THE SPINSTER AS BEMUSED SLACKER

The premiere single archetype of the new century is someone who, like Roiphe, probably assumed in college she’d get married, then had a serious career, then had relationships, then…well, it gets hard to say, exactly, in a day-to-day recounting, but one
can
say life seemed to get very busy. Many boyfriends. Many major projects. Many drinks and events and then, oh, well, you know, it gets to be Christmas and, now, oh, God, not again, she’s sort of rambling…but, hey, she’s a cleverly scripted fictional single who, an amalgam of many real thirtyish never-weds, stands as the latest in singular icons.

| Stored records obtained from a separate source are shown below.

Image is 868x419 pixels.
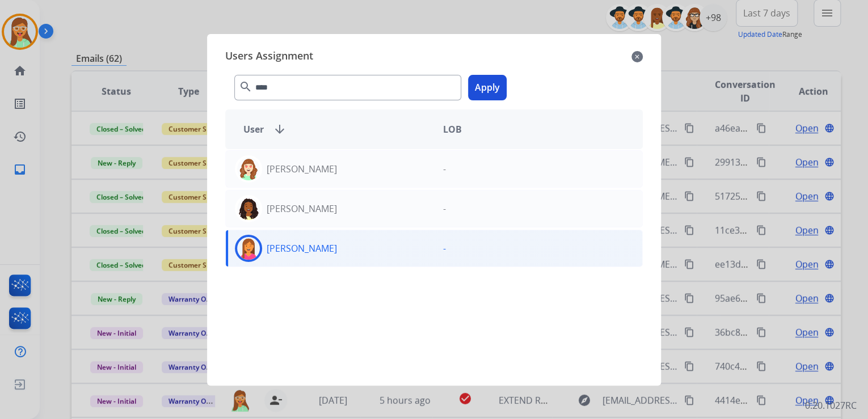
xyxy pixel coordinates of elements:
button: Apply [468,75,507,100]
div: User [234,122,434,136]
span: LOB [443,122,462,136]
p: - [443,162,446,176]
p: - [443,202,446,216]
mat-icon: close [631,50,643,64]
p: - [443,241,446,255]
mat-icon: search [239,80,252,93]
p: [PERSON_NAME] [267,162,337,176]
p: [PERSON_NAME] [267,241,337,255]
p: [PERSON_NAME] [267,202,337,216]
span: Users Assignment [225,48,313,66]
mat-icon: arrow_downward [273,122,287,136]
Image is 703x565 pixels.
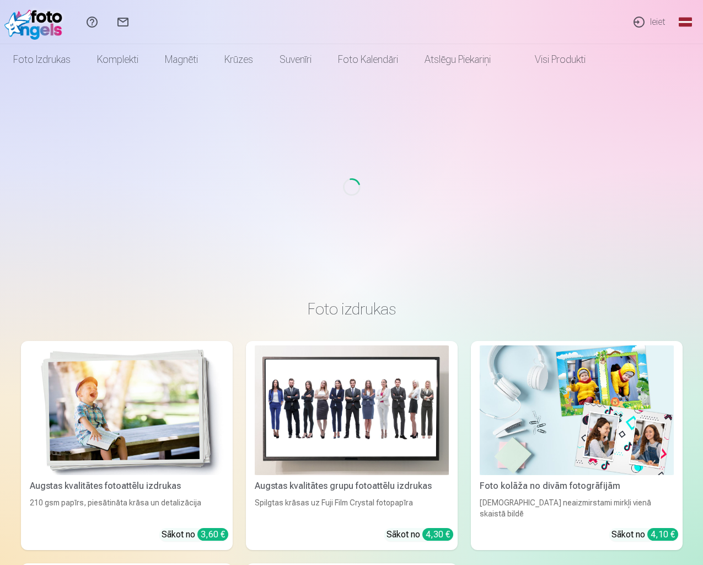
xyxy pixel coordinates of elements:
div: [DEMOGRAPHIC_DATA] neaizmirstami mirkļi vienā skaistā bildē [476,497,679,519]
img: Augstas kvalitātes grupu fotoattēlu izdrukas [255,345,449,475]
div: 4,30 € [423,528,453,541]
div: Spilgtas krāsas uz Fuji Film Crystal fotopapīra [250,497,453,519]
a: Foto kolāža no divām fotogrāfijāmFoto kolāža no divām fotogrāfijām[DEMOGRAPHIC_DATA] neaizmirstam... [471,341,683,550]
h3: Foto izdrukas [30,299,674,319]
div: Augstas kvalitātes fotoattēlu izdrukas [25,479,228,493]
div: Sākot no [387,528,453,541]
div: 4,10 € [648,528,679,541]
a: Magnēti [152,44,211,75]
div: Augstas kvalitātes grupu fotoattēlu izdrukas [250,479,453,493]
a: Suvenīri [266,44,325,75]
img: Augstas kvalitātes fotoattēlu izdrukas [30,345,224,475]
a: Krūzes [211,44,266,75]
img: /fa1 [4,4,68,40]
div: 3,60 € [198,528,228,541]
a: Foto kalendāri [325,44,412,75]
a: Komplekti [84,44,152,75]
div: Sākot no [612,528,679,541]
a: Augstas kvalitātes fotoattēlu izdrukasAugstas kvalitātes fotoattēlu izdrukas210 gsm papīrs, piesā... [21,341,233,550]
img: Foto kolāža no divām fotogrāfijām [480,345,674,475]
a: Atslēgu piekariņi [412,44,504,75]
div: 210 gsm papīrs, piesātināta krāsa un detalizācija [25,497,228,519]
a: Augstas kvalitātes grupu fotoattēlu izdrukasAugstas kvalitātes grupu fotoattēlu izdrukasSpilgtas ... [246,341,458,550]
div: Foto kolāža no divām fotogrāfijām [476,479,679,493]
a: Visi produkti [504,44,599,75]
div: Sākot no [162,528,228,541]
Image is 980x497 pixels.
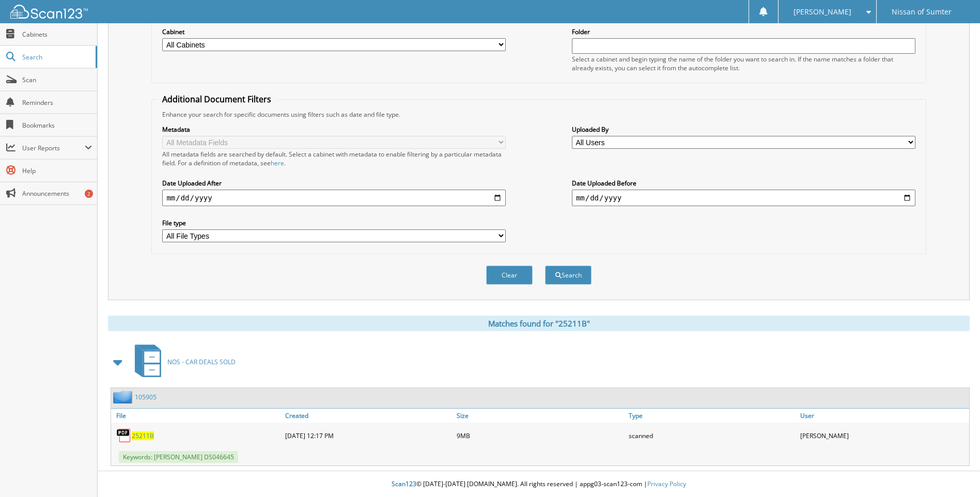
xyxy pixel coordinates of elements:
button: Search [545,265,591,284]
img: PDF.png [116,428,132,443]
div: © [DATE]-[DATE] [DOMAIN_NAME]. All rights reserved | appg03-scan123-com | [98,472,980,497]
span: [PERSON_NAME] [793,8,851,15]
span: Scan [23,75,92,84]
div: scanned [626,425,798,446]
label: Folder [572,27,915,36]
a: User [798,408,969,422]
a: Created [282,408,454,422]
label: Metadata [162,125,505,134]
div: Matches found for "25211B" [108,315,969,331]
label: Date Uploaded After [162,179,505,187]
span: Keywords: [PERSON_NAME] DS046645 [119,451,238,463]
div: All metadata fields are searched by default. Select a cabinet with metadata to enable filtering b... [162,150,505,168]
div: [DATE] 12:17 PM [282,425,454,446]
label: Date Uploaded Before [572,179,915,187]
a: Type [626,408,798,422]
label: File type [162,218,505,227]
span: Nissan of Sumter [891,8,952,15]
label: Cabinet [162,27,505,36]
div: [PERSON_NAME] [798,425,969,446]
span: Search [23,53,90,61]
span: NOS - CAR DEALS SOLD [168,358,236,366]
a: NOS - CAR DEALS SOLD [129,341,236,382]
a: 105905 [135,393,156,401]
div: Enhance your search for specific documents using filters such as date and file type. [157,110,920,119]
legend: Additional Document Filters [157,94,277,105]
span: Cabinets [23,30,92,39]
span: Bookmarks [23,121,92,130]
a: here [270,158,284,168]
a: File [111,408,282,422]
div: 2 [84,189,93,198]
input: end [572,189,915,206]
div: 9MB [454,425,626,446]
a: Privacy Policy [647,479,686,488]
span: Announcements [23,189,92,198]
span: Reminders [23,98,92,107]
div: Select a cabinet and begin typing the name of the folder you want to search in. If the name match... [572,55,915,73]
span: User Reports [23,144,84,152]
img: scan123-logo-white.svg [11,5,88,18]
button: Clear [486,265,532,284]
a: 25211B [132,432,154,440]
input: start [162,189,505,206]
a: Size [454,408,626,422]
span: Scan123 [391,479,416,488]
img: folder2.png [113,391,135,403]
span: Help [23,166,92,175]
label: Uploaded By [572,125,915,134]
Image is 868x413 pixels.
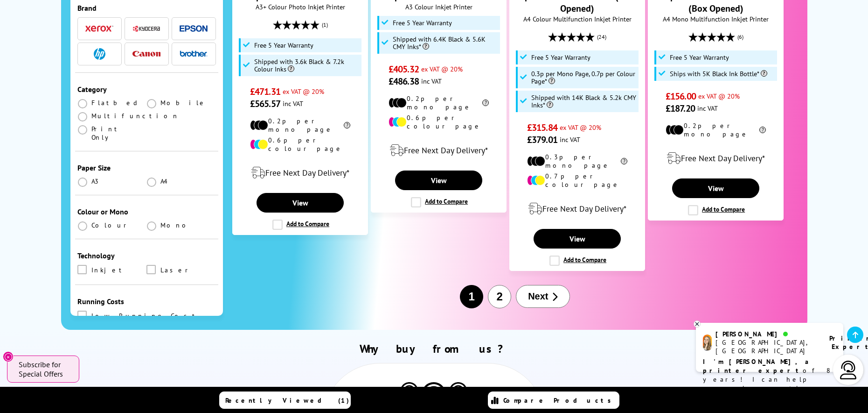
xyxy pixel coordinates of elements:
[180,25,208,33] img: Epson
[18,360,70,378] span: Subscribe for Special Offers
[237,160,363,186] div: modal_delivery
[160,177,169,185] span: A4
[532,54,591,61] span: Free 5 Year Warranty
[250,85,280,98] span: £471.31
[389,75,419,87] span: £486.38
[92,221,130,229] span: Colour
[527,152,628,169] li: 0.3p per mono page
[534,229,620,249] a: View
[703,335,712,351] img: amy-livechat.png
[250,98,280,110] span: £565.57
[395,170,482,190] a: View
[177,22,211,35] button: Epson
[515,15,640,24] span: A4 Colour Multifunction Inkjet Printer
[237,2,363,11] span: A3+ Colour Photo Inkjet Printer
[78,297,217,306] div: Running Costs
[527,133,557,146] span: £379.01
[597,28,606,46] span: (24)
[376,137,501,164] div: modal_delivery
[527,121,557,133] span: £315.84
[670,70,767,78] span: Ships with 5K Black Ink Bottle*
[257,193,343,212] a: View
[653,145,779,172] div: modal_delivery
[488,285,511,308] button: 2
[421,76,441,85] span: inc VAT
[653,15,779,24] span: A4 Mono Multifunction Inkjet Printer
[85,25,113,32] img: Xerox
[92,112,179,120] span: Multifunction
[389,113,489,130] li: 0.6p per colour page
[78,251,217,260] div: Technology
[665,121,766,138] li: 0.2p per mono page
[78,206,217,216] div: Colour or Mono
[376,2,501,11] span: A3 Colour Inkjet Printer
[488,392,620,409] a: Compare Products
[665,102,695,115] span: £187.20
[92,124,147,141] span: Print Only
[180,50,208,57] img: Brother
[87,341,781,356] h2: Why buy from us?
[560,135,580,144] span: inc VAT
[78,3,217,13] div: Brand
[389,63,419,75] span: £405.32
[3,351,13,362] button: Close
[92,177,100,185] span: A3
[421,64,463,73] span: ex VAT @ 20%
[515,195,640,222] div: modal_delivery
[393,36,498,50] span: Shipped with 6.4K Black & 5.6K CMY Inks*
[160,221,191,229] span: Mono
[411,197,468,207] label: Add to Compare
[250,117,350,133] li: 0.2p per mono page
[532,70,637,85] span: 0.3p per Mono Page, 0.7p per Colour Page*
[226,396,350,404] span: Recently Viewed (1)
[698,92,740,101] span: ex VAT @ 20%
[839,360,858,379] img: user-headset-light.svg
[703,357,836,402] p: of 8 years! I can help you choose the right product
[716,338,818,355] div: [GEOGRAPHIC_DATA], [GEOGRAPHIC_DATA]
[399,382,420,406] img: Printer Experts
[670,54,729,61] span: Free 5 Year Warranty
[532,94,637,109] span: Shipped with 14K Black & 5.2k CMY Inks*
[94,48,106,60] img: HP
[78,84,217,94] div: Category
[92,265,126,275] span: Inkjet
[78,163,217,172] div: Paper Size
[516,285,570,308] button: Next
[282,87,324,95] span: ex VAT @ 20%
[697,104,718,113] span: inc VAT
[83,47,116,60] button: HP
[560,123,601,132] span: ex VAT @ 20%
[254,58,359,73] span: Shipped with 3.6k Black & 7.2k Colour Inks
[393,19,452,27] span: Free 5 Year Warranty
[716,329,818,338] div: [PERSON_NAME]
[448,382,469,406] img: Printer Experts
[528,291,548,302] span: Next
[688,205,745,215] label: Add to Compare
[665,90,696,102] span: £156.00
[737,28,744,46] span: (6)
[83,22,116,35] button: Xerox
[129,22,163,35] button: Kyocera
[129,47,163,60] button: Canon
[250,136,350,152] li: 0.6p per colour page
[177,47,211,60] button: Brother
[282,99,303,108] span: inc VAT
[132,51,160,57] img: Canon
[389,94,489,111] li: 0.2p per mono page
[272,220,329,229] label: Add to Compare
[132,25,160,33] img: Kyocera
[254,41,313,49] span: Free 5 Year Warranty
[503,396,616,404] span: Compare Products
[92,98,140,107] span: Flatbed
[549,255,606,266] label: Add to Compare
[220,392,350,409] a: Recently Viewed (1)
[703,357,812,375] b: I'm [PERSON_NAME], a printer expert
[160,98,206,107] span: Mobile
[92,311,199,320] span: Low Running Cost
[527,172,628,189] li: 0.7p per colour page
[672,178,759,198] a: View
[322,16,328,33] span: (1)
[160,265,191,275] span: Laser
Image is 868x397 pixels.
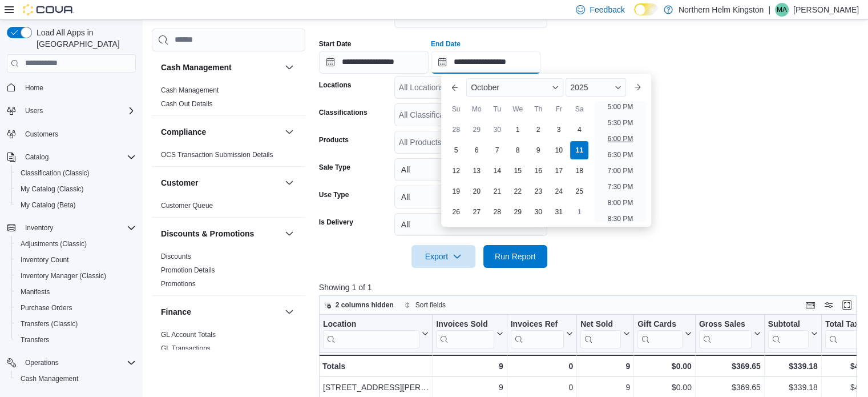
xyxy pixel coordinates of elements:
span: Transfers (Classic) [20,319,77,328]
div: Net Sold [580,318,621,329]
div: Invoices Ref [510,318,563,329]
button: Net Sold [580,318,630,347]
div: day-31 [550,202,568,221]
span: My Catalog (Classic) [20,185,84,193]
div: day-2 [529,120,547,138]
span: Customer Queue [161,201,213,210]
li: 5:30 PM [604,116,638,129]
div: Invoices Ref [510,318,563,347]
span: Transfers (Classic) [16,316,136,331]
span: Adjustments (Classic) [16,237,136,250]
div: Gift Cards [637,318,682,329]
button: Location [323,318,429,347]
div: Sa [570,100,588,118]
h3: Customer [161,177,198,188]
div: Location [323,318,420,329]
button: Inventory Manager (Classic) [12,268,140,284]
p: Northern Helm Kingston [678,3,764,17]
div: day-4 [570,120,588,138]
span: Home [25,83,44,92]
button: Purchase Orders [12,300,140,316]
button: All [395,158,547,181]
button: Cash Management [161,61,280,73]
div: Fr [550,100,568,118]
div: day-6 [468,141,486,159]
button: Next month [629,78,646,97]
button: All [395,185,547,208]
div: We [509,100,527,118]
a: Manifests [16,285,55,299]
span: Purchase Orders [20,303,72,312]
div: day-29 [509,202,527,221]
button: Cash Management [283,60,296,74]
div: day-22 [509,182,527,201]
label: End Date [431,39,461,49]
div: Mike Allan [775,3,789,17]
span: Users [20,104,136,118]
button: 2 columns hidden [320,298,399,311]
button: Discounts & Promotions [283,227,296,240]
p: [PERSON_NAME] [793,3,859,17]
div: day-20 [468,182,486,201]
div: day-10 [550,141,568,159]
div: Subtotal [768,318,808,347]
span: Export [418,245,468,268]
div: day-5 [447,141,465,159]
button: Previous Month [446,78,464,97]
div: October, 2025 [446,119,589,222]
li: 6:30 PM [604,148,638,161]
div: day-19 [447,182,465,201]
button: Operations [3,354,140,370]
input: Press the down key to open a popover containing a calendar. [319,51,429,74]
span: Adjustments (Classic) [20,239,86,248]
button: Keyboard shortcuts [803,298,818,311]
input: Press the down key to enter a popover containing a calendar. Press the escape key to close the po... [431,51,541,74]
span: Run Report [494,250,536,262]
div: Total Tax [825,318,865,347]
div: day-24 [550,182,568,201]
a: Promotion Details [161,266,215,274]
button: Transfers (Classic) [12,316,140,332]
button: Finance [283,305,296,318]
div: day-11 [570,141,588,159]
button: Users [20,104,47,118]
button: Enter fullscreen [840,298,854,311]
a: Discounts [161,253,191,260]
span: Promotions [161,279,196,288]
label: Locations [319,81,352,90]
img: Cova [23,4,74,15]
h3: Cash Management [161,61,232,73]
div: Totals [322,359,429,373]
button: Catalog [20,150,53,164]
button: Run Report [484,245,547,268]
span: Cash Management [161,86,218,95]
span: Inventory Manager (Classic) [16,269,136,283]
div: $0.00 [637,359,692,373]
span: My Catalog (Beta) [16,198,136,212]
button: Adjustments (Classic) [12,236,140,252]
span: Discounts [161,252,191,261]
div: day-15 [509,161,527,180]
a: Classification (Classic) [16,166,94,180]
div: 0 [510,380,573,394]
div: day-3 [550,120,568,138]
a: My Catalog (Beta) [16,198,81,212]
div: Button. Open the year selector. 2025 is currently selected. [566,78,625,97]
li: 7:00 PM [604,164,638,177]
span: Inventory Manager (Classic) [20,271,106,280]
div: day-7 [488,141,506,159]
button: Classification (Classic) [12,165,140,181]
span: Promotion Details [161,265,215,274]
div: Location [323,318,420,347]
span: Manifests [20,287,50,296]
div: 9 [580,359,630,373]
span: Inventory [20,221,136,234]
a: GL Transactions [161,344,211,353]
div: day-1 [570,202,588,221]
a: Inventory Manager (Classic) [16,269,111,283]
span: Feedback [589,4,625,15]
div: $0.00 [637,380,692,394]
a: Adjustments (Classic) [16,237,92,250]
button: My Catalog (Beta) [12,197,140,213]
span: Dark Mode [634,15,635,16]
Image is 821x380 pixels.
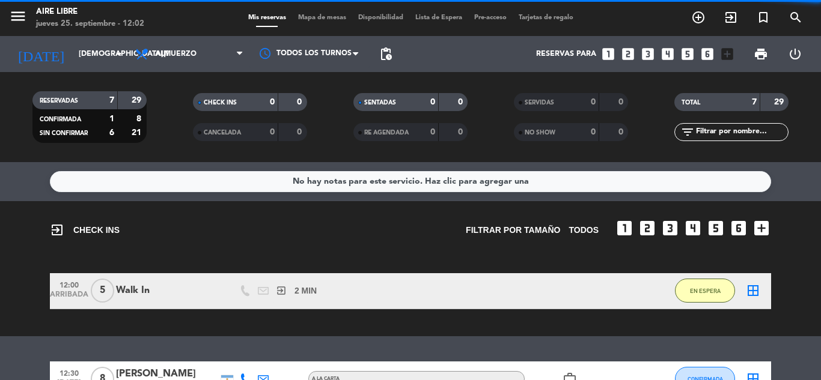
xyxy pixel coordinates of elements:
[91,279,114,303] span: 5
[54,291,84,305] span: ARRIBADA
[675,279,735,303] button: EN ESPERA
[297,98,304,106] strong: 0
[36,6,144,18] div: Aire Libre
[752,98,757,106] strong: 7
[132,96,144,105] strong: 29
[513,14,579,21] span: Tarjetas de regalo
[430,128,435,136] strong: 0
[695,126,788,139] input: Filtrar por nombre...
[54,366,84,380] span: 12:30
[109,129,114,137] strong: 6
[409,14,468,21] span: Lista de Espera
[600,46,616,62] i: looks_one
[50,223,120,237] span: CHECK INS
[468,14,513,21] span: Pre-acceso
[615,219,634,238] i: looks_one
[54,278,84,292] span: 12:00
[276,286,287,296] i: exit_to_app
[155,50,197,58] span: Almuerzo
[591,128,596,136] strong: 0
[466,224,560,237] span: Filtrar por tamaño
[778,36,812,72] div: LOG OUT
[619,98,626,106] strong: 0
[638,219,657,238] i: looks_two
[112,47,126,61] i: arrow_drop_down
[724,10,738,25] i: exit_to_app
[270,128,275,136] strong: 0
[661,219,680,238] i: looks_3
[242,14,292,21] span: Mis reservas
[690,288,721,295] span: EN ESPERA
[660,46,676,62] i: looks_4
[295,284,317,298] span: 2 MIN
[536,50,596,58] span: Reservas para
[640,46,656,62] i: looks_3
[40,117,81,123] span: CONFIRMADA
[293,175,529,189] div: No hay notas para este servicio. Haz clic para agregar una
[40,130,88,136] span: SIN CONFIRMAR
[136,115,144,123] strong: 8
[204,130,241,136] span: CANCELADA
[754,47,768,61] span: print
[569,224,599,237] span: TODOS
[364,100,396,106] span: SENTADAS
[109,115,114,123] strong: 1
[752,219,771,238] i: add_box
[132,129,144,137] strong: 21
[682,100,700,106] span: TOTAL
[9,7,27,29] button: menu
[352,14,409,21] span: Disponibilidad
[619,128,626,136] strong: 0
[746,284,760,298] i: border_all
[458,128,465,136] strong: 0
[364,130,409,136] span: RE AGENDADA
[756,10,771,25] i: turned_in_not
[36,18,144,30] div: jueves 25. septiembre - 12:02
[680,125,695,139] i: filter_list
[270,98,275,106] strong: 0
[691,10,706,25] i: add_circle_outline
[729,219,748,238] i: looks_6
[116,283,218,299] div: Walk In
[9,41,73,67] i: [DATE]
[719,46,735,62] i: add_box
[774,98,786,106] strong: 29
[591,98,596,106] strong: 0
[379,47,393,61] span: pending_actions
[430,98,435,106] strong: 0
[680,46,695,62] i: looks_5
[9,7,27,25] i: menu
[525,130,555,136] span: NO SHOW
[292,14,352,21] span: Mapa de mesas
[40,98,78,104] span: RESERVADAS
[683,219,703,238] i: looks_4
[706,219,725,238] i: looks_5
[297,128,304,136] strong: 0
[620,46,636,62] i: looks_two
[109,96,114,105] strong: 7
[525,100,554,106] span: SERVIDAS
[204,100,237,106] span: CHECK INS
[458,98,465,106] strong: 0
[50,223,64,237] i: exit_to_app
[700,46,715,62] i: looks_6
[788,47,802,61] i: power_settings_new
[789,10,803,25] i: search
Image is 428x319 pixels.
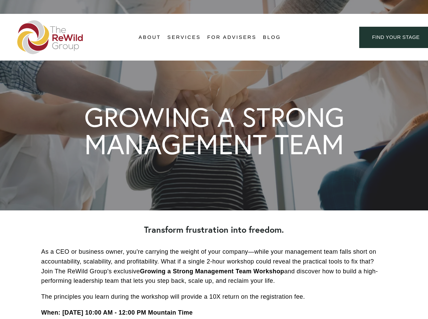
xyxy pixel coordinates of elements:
[41,310,61,316] strong: When:
[140,268,284,275] strong: Growing a Strong Management Team Workshop
[41,247,387,286] p: As a CEO or business owner, you're carrying the weight of your company—while your management team...
[144,224,284,235] strong: Transform frustration into freedom.
[263,33,281,43] a: Blog
[139,33,161,42] span: About
[207,33,256,43] a: For Advisers
[139,33,161,43] a: folder dropdown
[167,33,201,42] span: Services
[167,33,201,43] a: folder dropdown
[84,131,344,158] h1: MANAGEMENT TEAM
[17,20,84,54] img: The ReWild Group
[41,292,387,302] p: The principles you learn during the workshop will provide a 10X return on the registration fee.
[84,104,344,131] h1: GROWING A STRONG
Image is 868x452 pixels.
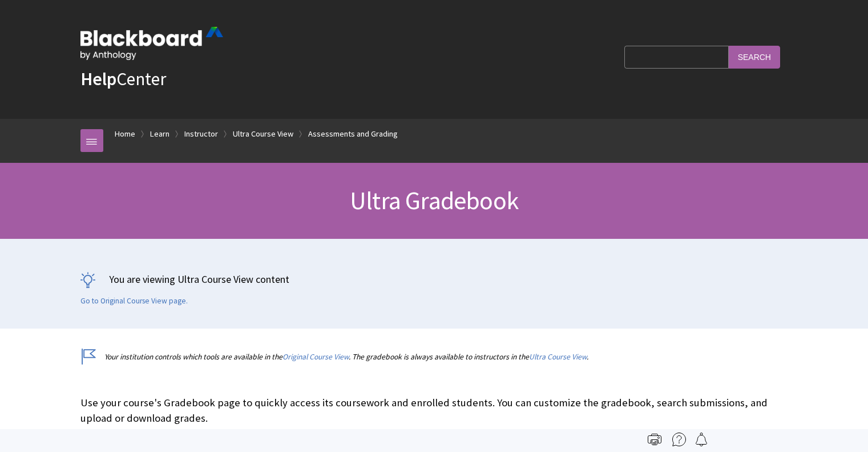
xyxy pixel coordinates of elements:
[529,352,587,362] a: Ultra Course View
[694,433,708,446] img: Follow this page
[81,67,116,90] strong: Help
[647,433,662,446] img: Print
[81,296,188,306] a: Go to Original Course View page.
[308,127,398,141] a: Assessments and Grading
[184,127,218,141] a: Instructor
[350,184,518,216] span: Ultra Gradebook
[81,67,166,90] a: HelpCenter
[81,351,788,362] p: Your institution controls which tools are available in the . The gradebook is always available to...
[81,272,788,286] p: You are viewing Ultra Course View content
[81,395,788,425] p: Use your course's Gradebook page to quickly access its coursework and enrolled students. You can ...
[150,127,170,141] a: Learn
[283,352,349,362] a: Original Course View
[233,127,293,141] a: Ultra Course View
[115,127,135,141] a: Home
[729,46,780,68] input: Search
[81,27,223,60] img: Blackboard by Anthology
[672,433,686,446] img: More help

There are two primary exemplars of this highly competent but still dithering archetype: Ally McBeal (of David Kelley and former Fox-TV fame) and Bridget Jones (of British journalist Helen Fielding/Renée Zellweger fame). To sketch them, let’s borrow icons from the 1970s, first decade of the modern single working woman. Specifically, imagine cross-pollinating the hyper TV executive Faye Dunaway played in
Network
with Woody Allen’s Annie Hall.

That’s just a cartoonish idea. What makes Ally and Bridget special types, the essential single icons of the moment, is their ability to find the humor—corny as it sounds, the “humanity”—in some fairly unbearable social situations. Deadpan and highly self-aware, they can laugh at themselves without becoming self-deprecating and/or snide. They can be sad, sob at their desks, and it’s never pathetic because they get over it and go
back to work. Emotional states that women are usually punished for—rage, pathos, lust—are here just naturally occurring parts of the character and, by extension, parts of life.

The recently departed Ally McBeal was not terribly appealing at first, with her micromini suits, improbable Gumby body, and the supposed Harvard law education we never actually saw in evidence. But she grew on you. She was beautiful, successful, she could sing, but there were also the basic and unglamorous facts of her life.

She worked horrible hours, during which she tried, without great success, to be one of the guys. She worked, knowing that she also had to share the bathroom, aka “the unisex,” with these guys. Some of whom she had slept with. While they’d been involved with her colleagues. Of course she met men elsewhere—in court (one of them accused her, loudly, right there, of treating him as a sex object), while out buying coffee (one of these, much later, told her he was bisexual), or at the car wash, where she dreamily followed a cute guy inside…the car wash itself, where he happened to work. She arrived at her own office soaking wet. Once she arrived in court with a bowling ball stuck on her finger. Once she was arrested for tripping a woman in a supermarket. And on and on.